AI agents use tdarr_copy_community_to_local to create or update resources in Tdarr — usually the action step of a workflow, after the agent has gathered context. Every call changes real data in your Tdarr environment.
The tool performs an irreversible-in-practice write operation: it imports external plugin data into the local system. While not destructive (the original remains), it modifies system state and could introduce untrusted code into the transcoding pipeline if a malicious plugin is copied.
From the tool's definition 'Copy a community plugin to local plugins' — this tool creates or duplicates a plugin resource in the local plugin repository, modifying the state of the system by adding new content.
Attacks that exploit this kind of access
Copy a community plugin to local plugins. It is categorised as a Write tool in the Tdarr MCP Server, which means it can create or modify data. Consider rate limits to prevent runaway writes.
Register the Tdarr MCP server in PolicyLayer and add a rule for tdarr_copy_community_to_local: allow, deny, rate-limit, or require approval. Point your MCP client at the PolicyLayer proxy URL and the rule is enforced on every call, before it reaches Tdarr. Nothing to install.
tdarr_copy_community_to_local is a Write tool with medium risk. Write tools should be rate-limited to prevent accidental bulk modifications.
Yes. Add a rate_limit block to the tdarr_copy_community_to_local rule in your PolicyLayer policy. For example, setting max: 10 and window: 60 limits the tool to 10 calls per minute. Rate limits are tracked per agent session and reset automatically.
Set action: deny in the PolicyLayer policy for tdarr_copy_community_to_local. The AI agent will receive a policy violation error and cannot call the tool. You can also include a reason field to explain why the tool is blocked.
tdarr_copy_community_to_local is provided by the Tdarr MCP server (maximeallanic/tdarr-mcp). PolicyLayer sits as a proxy in front of this server to enforce policies before tool calls reach the server.
Every MCP server has a record like this.
Type a name, get the same breakdown: verified identity, auth posture, risk grade, capabilities, recommended policy.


EXERCISE PROMPT.
Apart from the pictures, every part of the records below gets retyped exactly.

-- Opening Marker --

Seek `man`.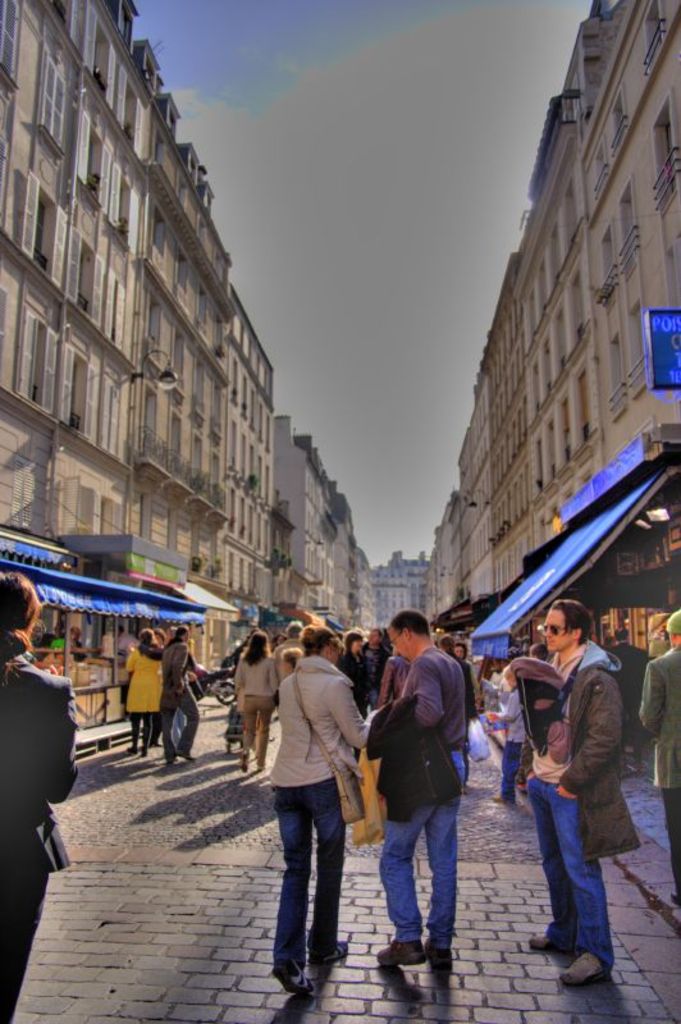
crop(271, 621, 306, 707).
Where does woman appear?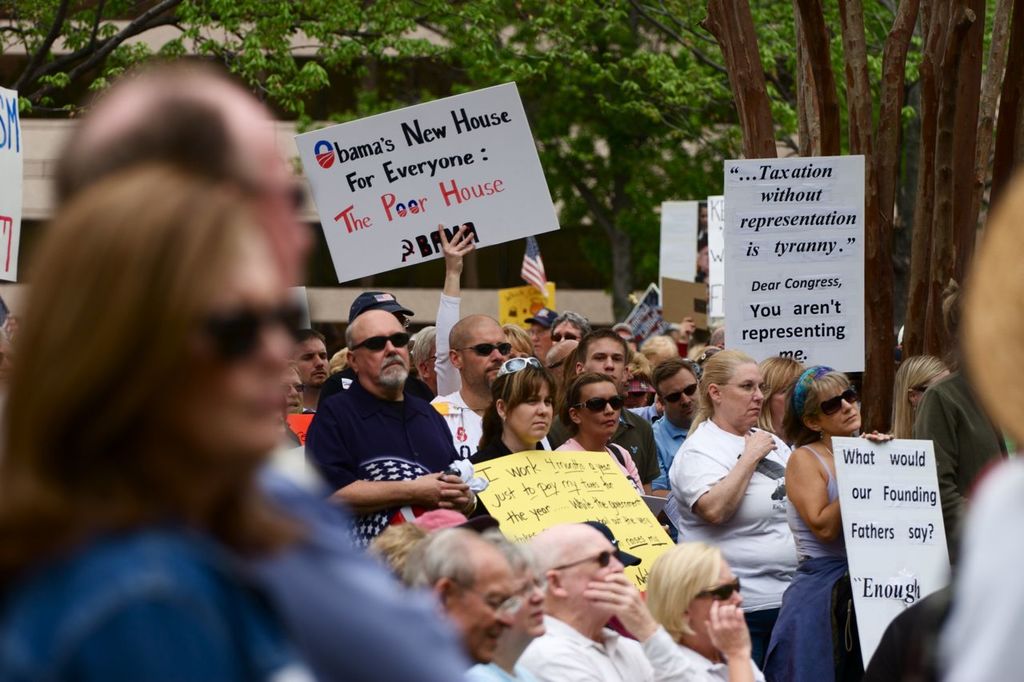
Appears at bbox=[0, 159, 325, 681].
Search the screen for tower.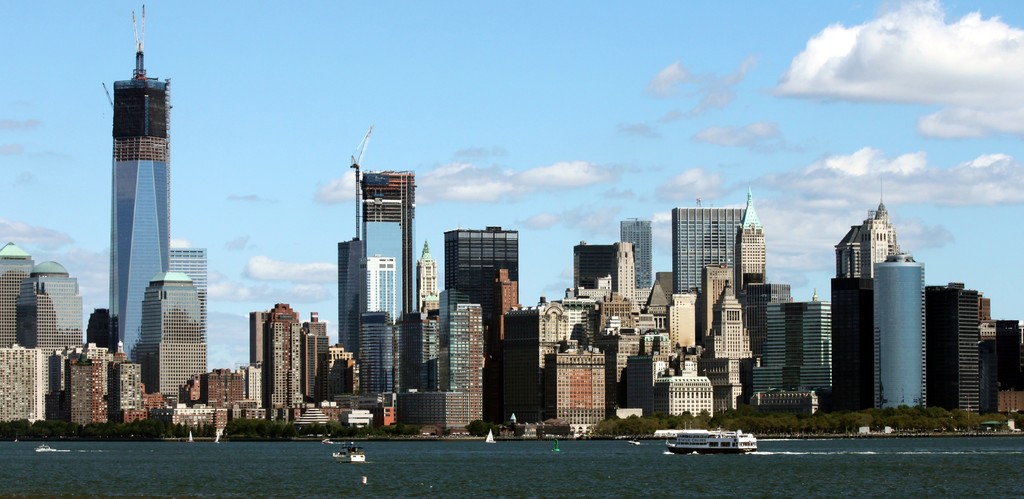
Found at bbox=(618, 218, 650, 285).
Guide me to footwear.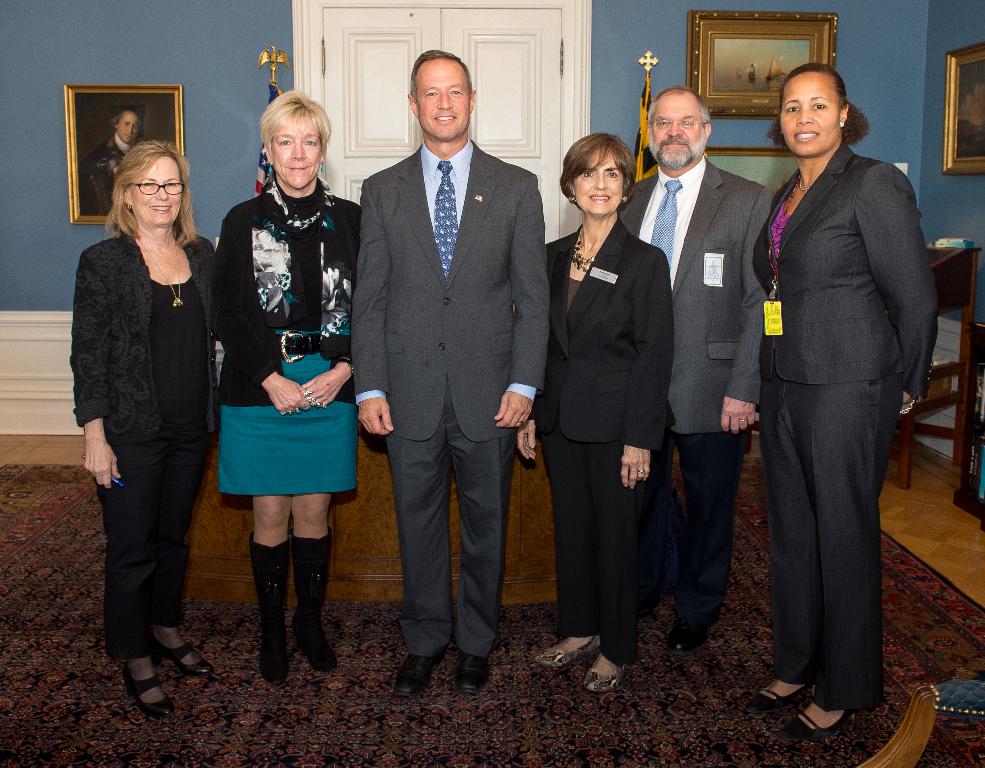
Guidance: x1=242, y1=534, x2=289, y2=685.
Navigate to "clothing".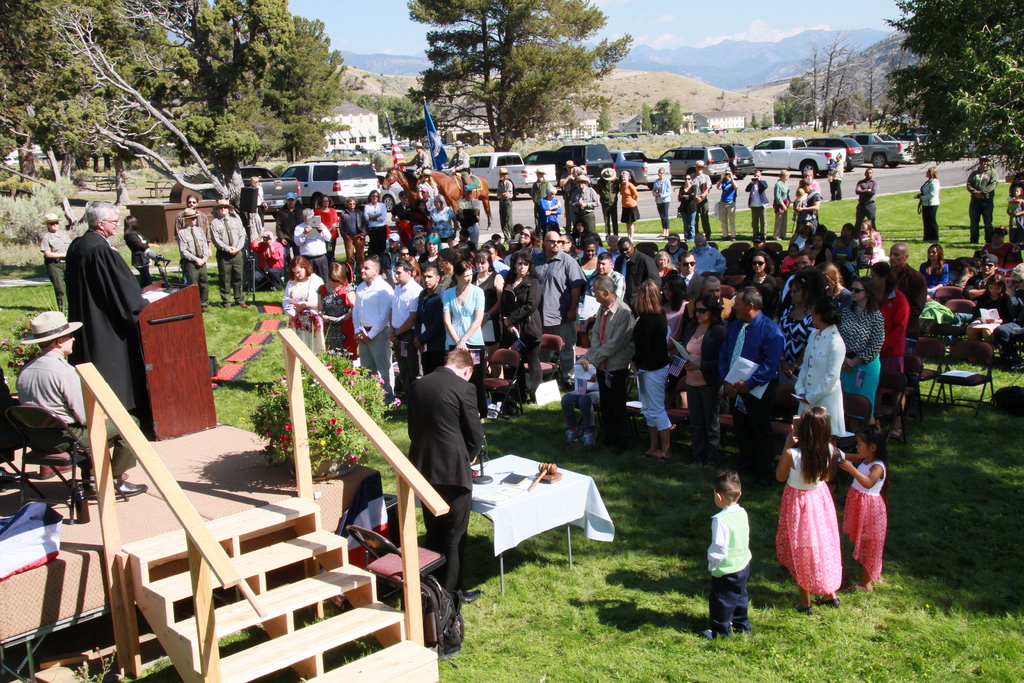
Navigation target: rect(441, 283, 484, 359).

-- Closing Marker --

TASK RESPONSE.
Seek `man`.
crop(271, 621, 306, 707).
Where does woman appear?
Appears at bbox=[0, 159, 325, 681].
Search the screen for tower.
Found at bbox=(618, 218, 650, 285).
Guide me to footwear.
Guidance: x1=242, y1=534, x2=289, y2=685.
Navigate to "clothing".
Navigation target: rect(441, 283, 484, 359).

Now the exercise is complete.